Friday, December 12, 2008

Keeping the private private

In these times of an ongoing tightening of security procedures and increased demands of compliance, some people are concerned about privacy.

As you know, Email-Manager™ is all about sharing and the moment an email enters our email vault, it is searchable and destined to appear in journals. Now, how does a system like Email-Manager™ handle privacy matters and how are confidential emails left out of the searches?

Users can address privacy in three ways in our system:

Remove email

If the user declines an email when it enters the system or if the user deletes an email from a journal, it will not be searchable. It is worth noticing that deleting an email from the inbox will not cause the email to be invisible to others.

Block the email address

The user can add specific persons (your spouse, squash buddy etc.) to a list in Email-Manager™, which prevents emails from these email addresses from appearing in journals.

ACL's and AD's

The administrator can setup ACL’s and AD’s which means that emails destined to these recipient groups will not appear in journals that are created by users not belonging to these groups.

As always email users are not private – especially on the company email servers they are not. The administrator can look into the email database – as he/she are able to look into the Exchange server today. When Email-Manager™ is rolled out in your company or organization; two important messages have to be delivered:

  1. Emails are company property – all emails entering or leaving the company are considered to be company property and therefore they may appear in journals.
  2. Recommend private email account – to prevent private emails in company servers, ask your users to create a private email account on the Internet.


#### [TASK OBJECTIVE]
Once you reach the line with "Given a [683, 1024]" below, copy each line exactly, stopping after the line with "spot woman in the image.", and skip any pictures.

#### [INPUT FOR THIS TASK]
▼

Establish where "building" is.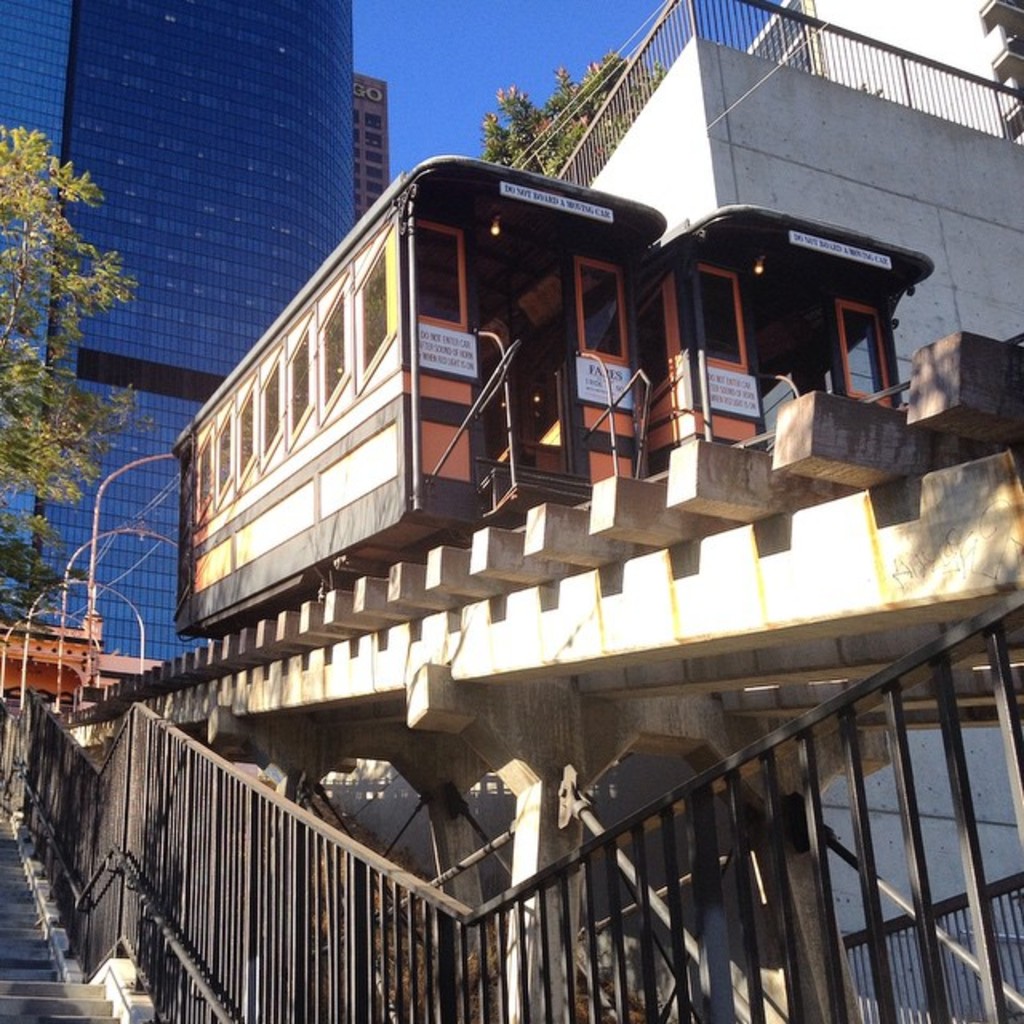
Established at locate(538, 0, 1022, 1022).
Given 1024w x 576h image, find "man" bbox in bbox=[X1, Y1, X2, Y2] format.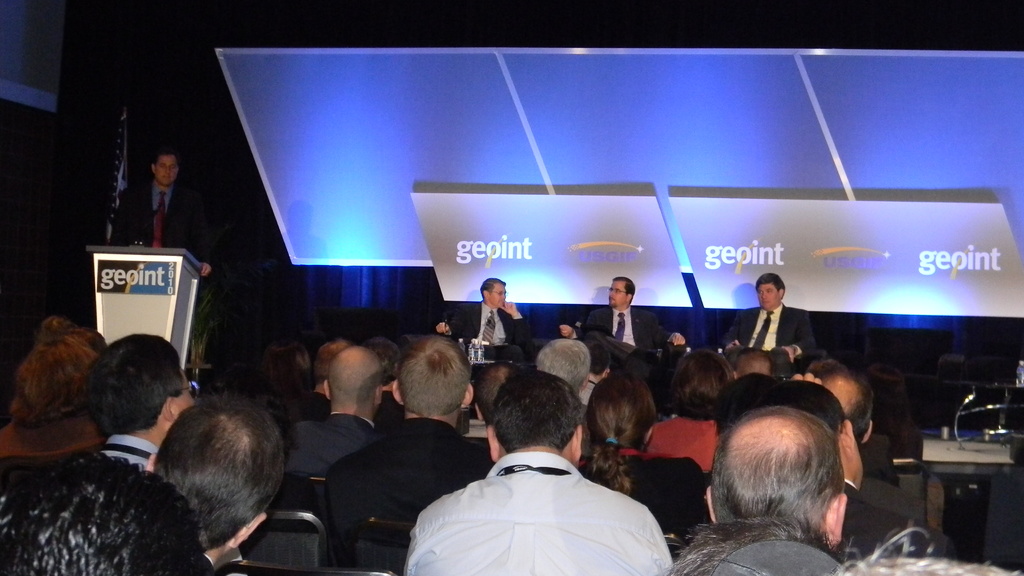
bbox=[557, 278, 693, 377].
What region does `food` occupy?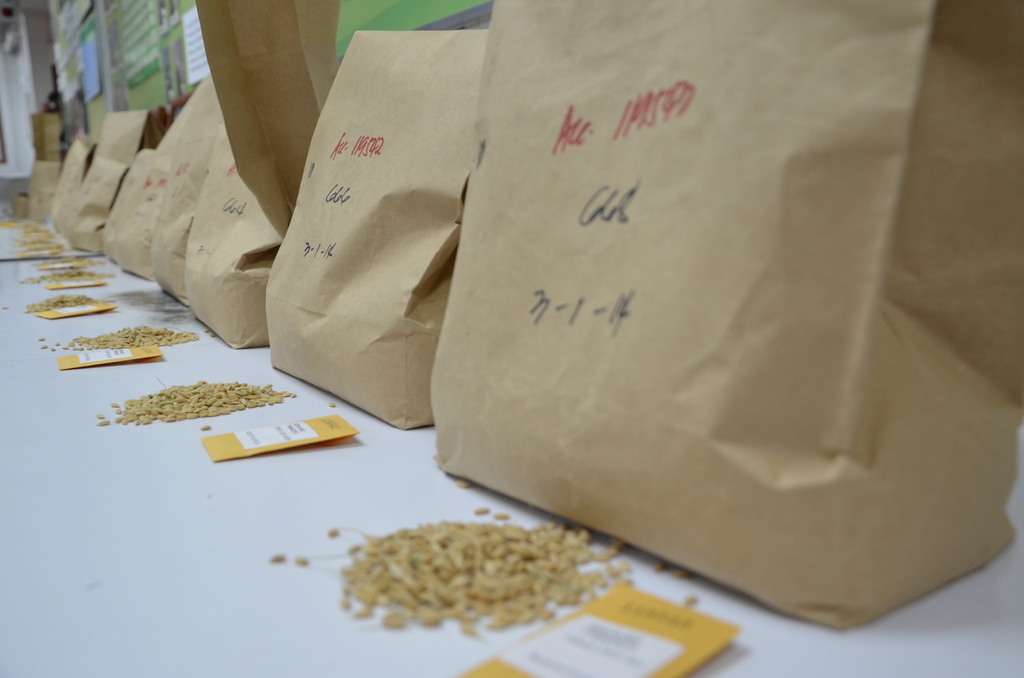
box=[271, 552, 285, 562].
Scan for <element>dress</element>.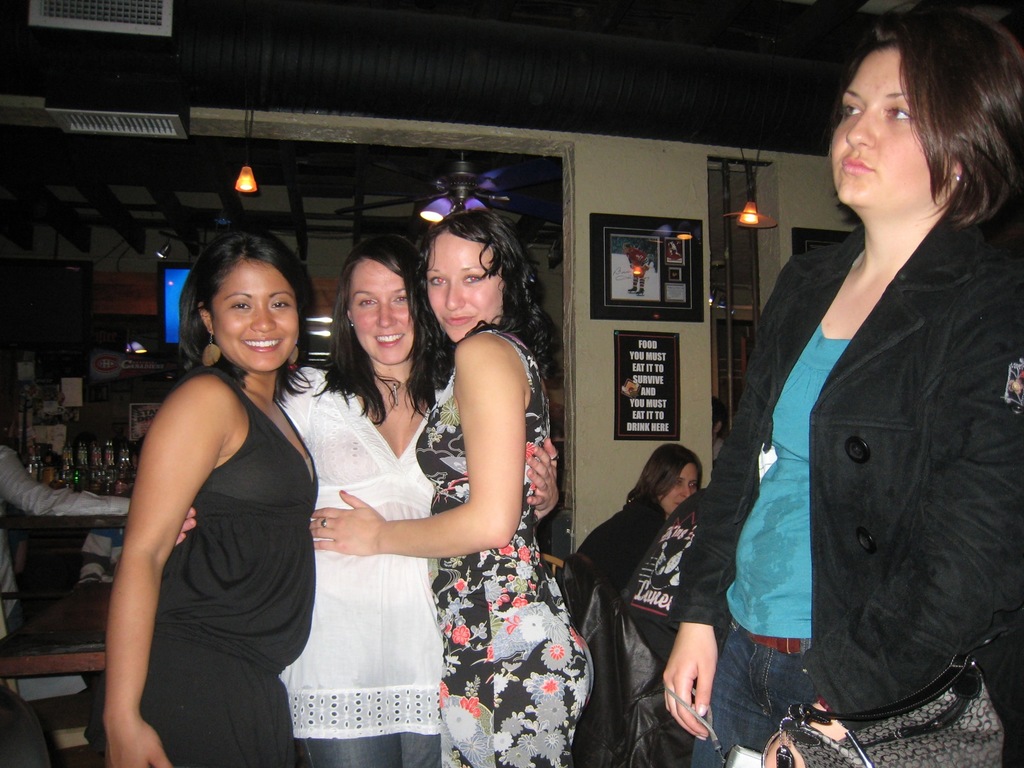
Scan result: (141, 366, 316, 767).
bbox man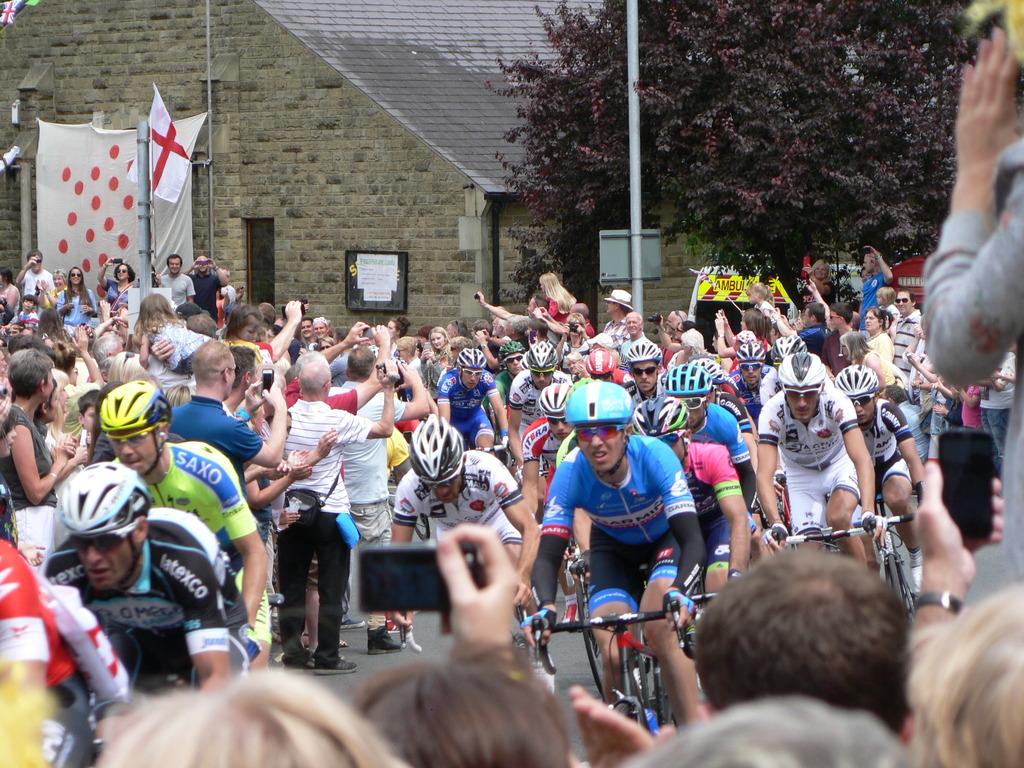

▲
▼

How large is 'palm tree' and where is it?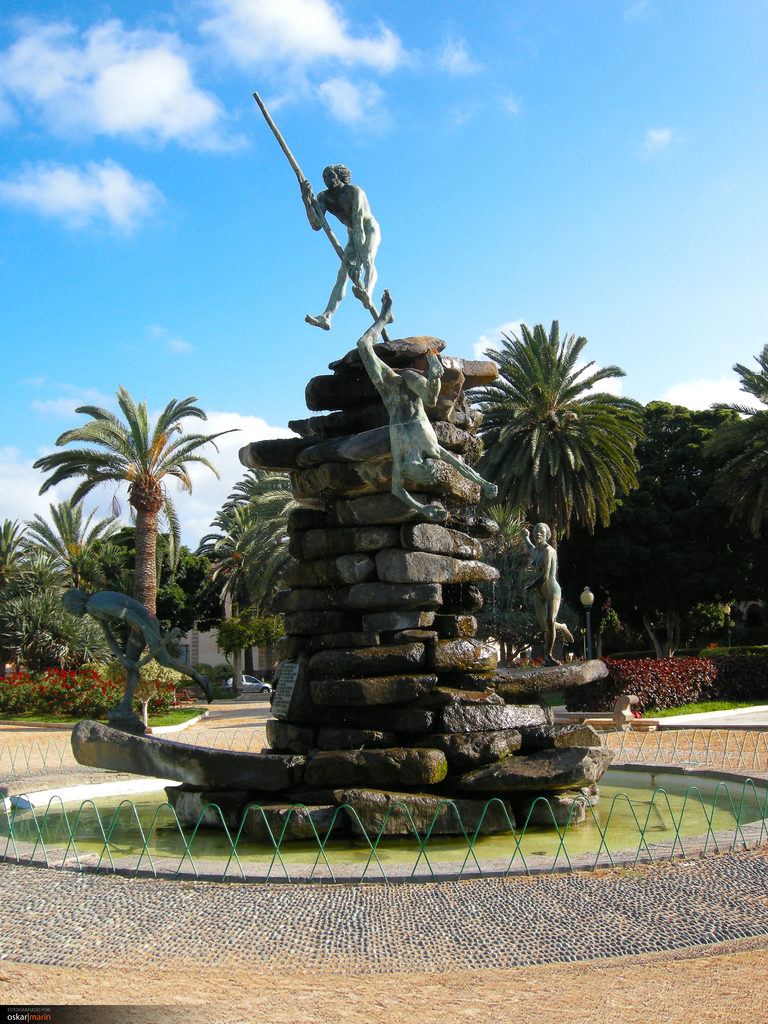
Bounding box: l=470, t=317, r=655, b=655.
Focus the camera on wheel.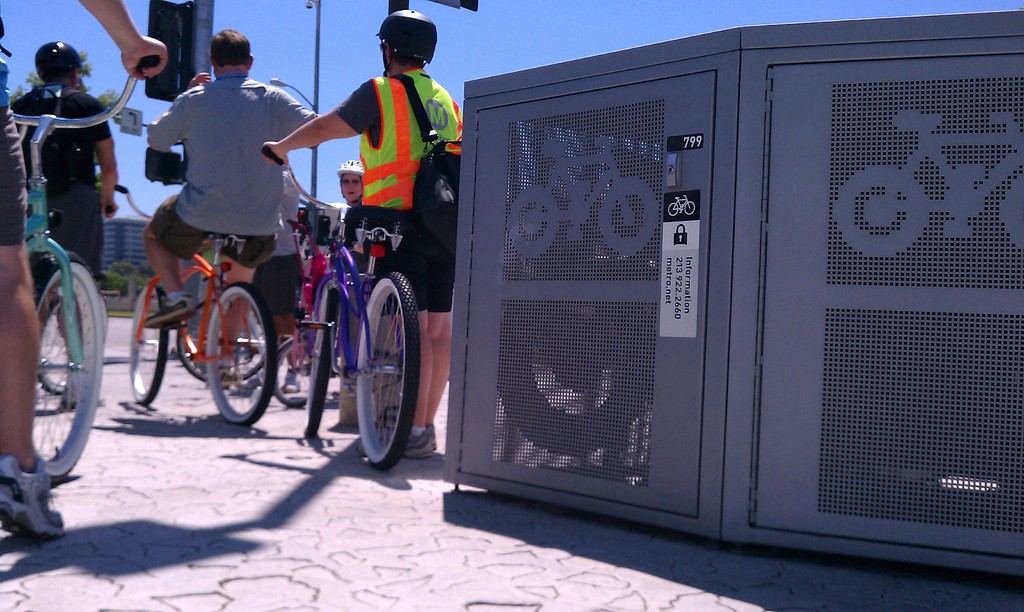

▲
▼

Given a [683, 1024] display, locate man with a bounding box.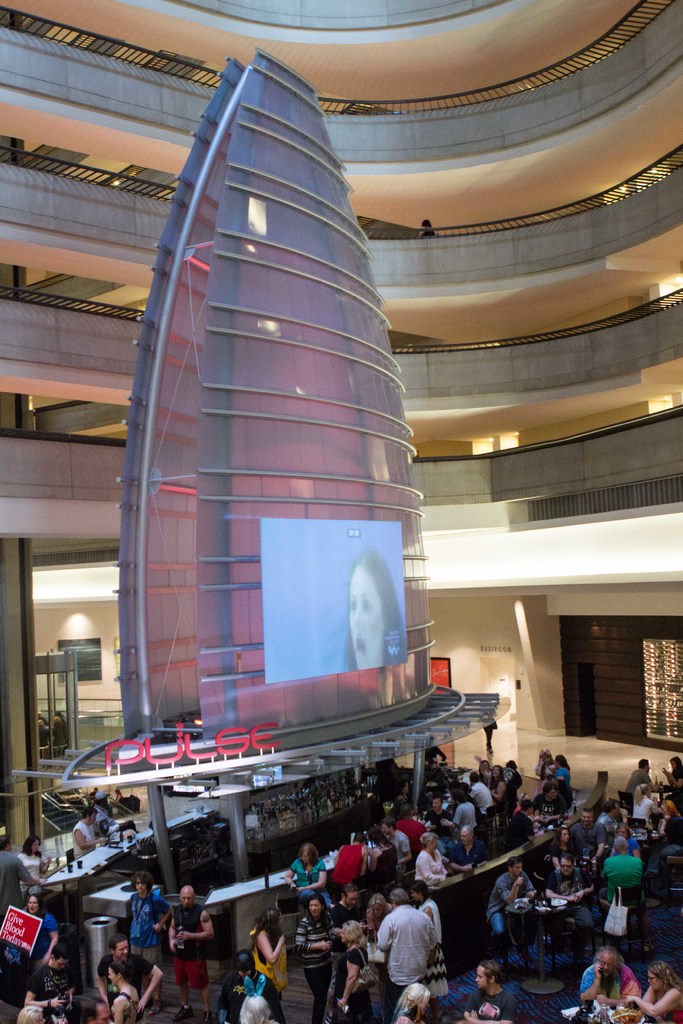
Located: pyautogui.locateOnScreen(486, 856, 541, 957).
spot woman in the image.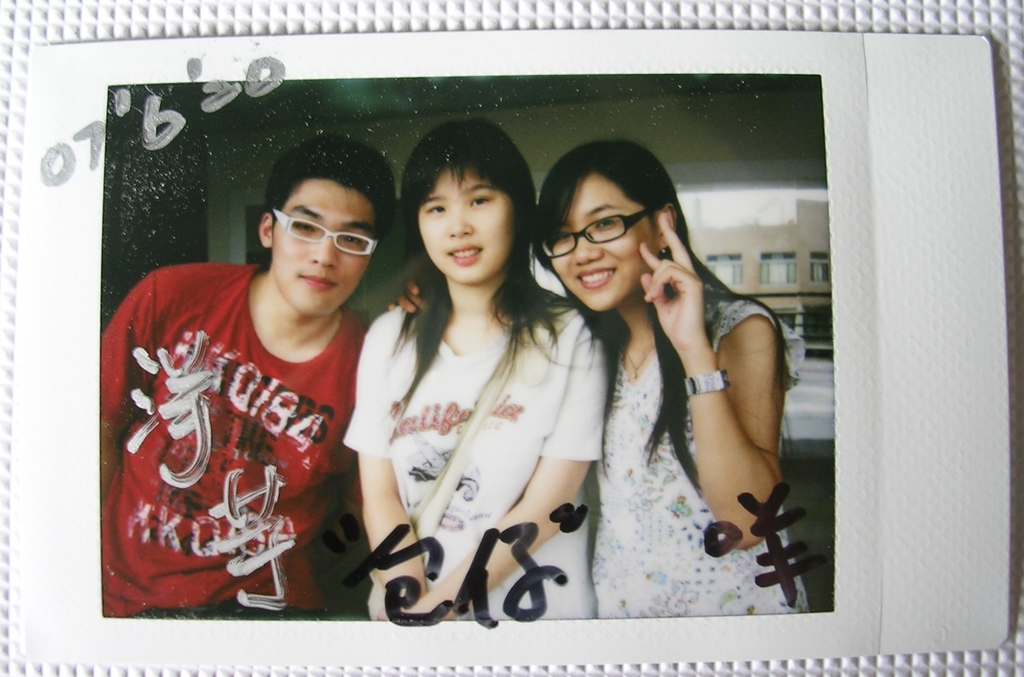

▲

#### [SOLUTION TO THE EXERCISE]
Given a [683, 1024] display, locate man with a bounding box.
Located: pyautogui.locateOnScreen(486, 856, 541, 957).
spot woman in the image.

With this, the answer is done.